Hell if I know. I do know that casting Statham generally guarantees some nifty fisticuffs.

Not today!

He shoots a bunch of people, sure, but there’s no panache to anything. It’s a heist movie without the meticulous execution, a vengeance thriller with no emotional connection to the villain, a Statham movie with no ass kicking, and a Ritchie movie with no humor, no flash, no style.

No thank you.   

Hell Week

7 Days in Entebbe

by George Wolf

A film that sells the importance of negotiation while it details a harrowing plan of action, 7 Days in Entebbe gets caught in the awkward space between show and tell.

In July of 1976, Israeli Defense Forces invaded Uganda’s Entebbe airport for a daring rescue of hostages from a hijacked jetliner out of Tel Aviv. Bolstered by the support of Ugandan dictator Idi Amin, the terrorists were seeking the release of 40 Palestinian militants – as well as 13 other prisoners around the world.

As Israeli Prime Minister Yitzhak Rabin (Lior Ashkenazi) weighed his options, Defense Minister Shimon Peres (Eddie Marsan) led the chorus calling for military intervention.

Director Jose Padilha (Elite Squad/the Robocop reboot) assembles the drama with precision, beginning with the motivations of German hijackers Wilfried Bose (Daniel Bruhl) and Brigitte Kuhlmann (Rosamund Pike). Padilha’s approach is detailed and informative, but often prone to favoring exposition over illustration.

Leading an outstanding ensemble cast, Bruhl and Pike both give terrific performances, letting us glimpse the early commitment of their characters and a growing disillusionment when the ordeal drags on. As the weight of the hijackers’ German heritage grows heavy amid their Jewish captives, the pair deal with their guilt in different ways, both finding an effective authenticity thanks to Pike and Bruhl.

Gregory Burke’s script has moments of bite (“You’re here because you hate your country.

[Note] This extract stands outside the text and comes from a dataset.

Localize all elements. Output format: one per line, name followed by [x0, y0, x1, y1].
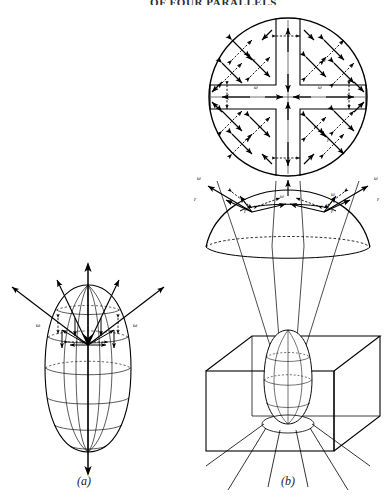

I’m here because I love mine.”) but retraces its steps too often, and the film feels like it’s running in place. Even more problematic is a curious approach to the actual rescue, when tension is undercut by the need to draw parallels with a well-rehearsed dance performance.

The payoff the film needs to resonate as more than a well-produced history lesson never materializes, and it leaves shrugging its shoulders at the elusive nature of peace.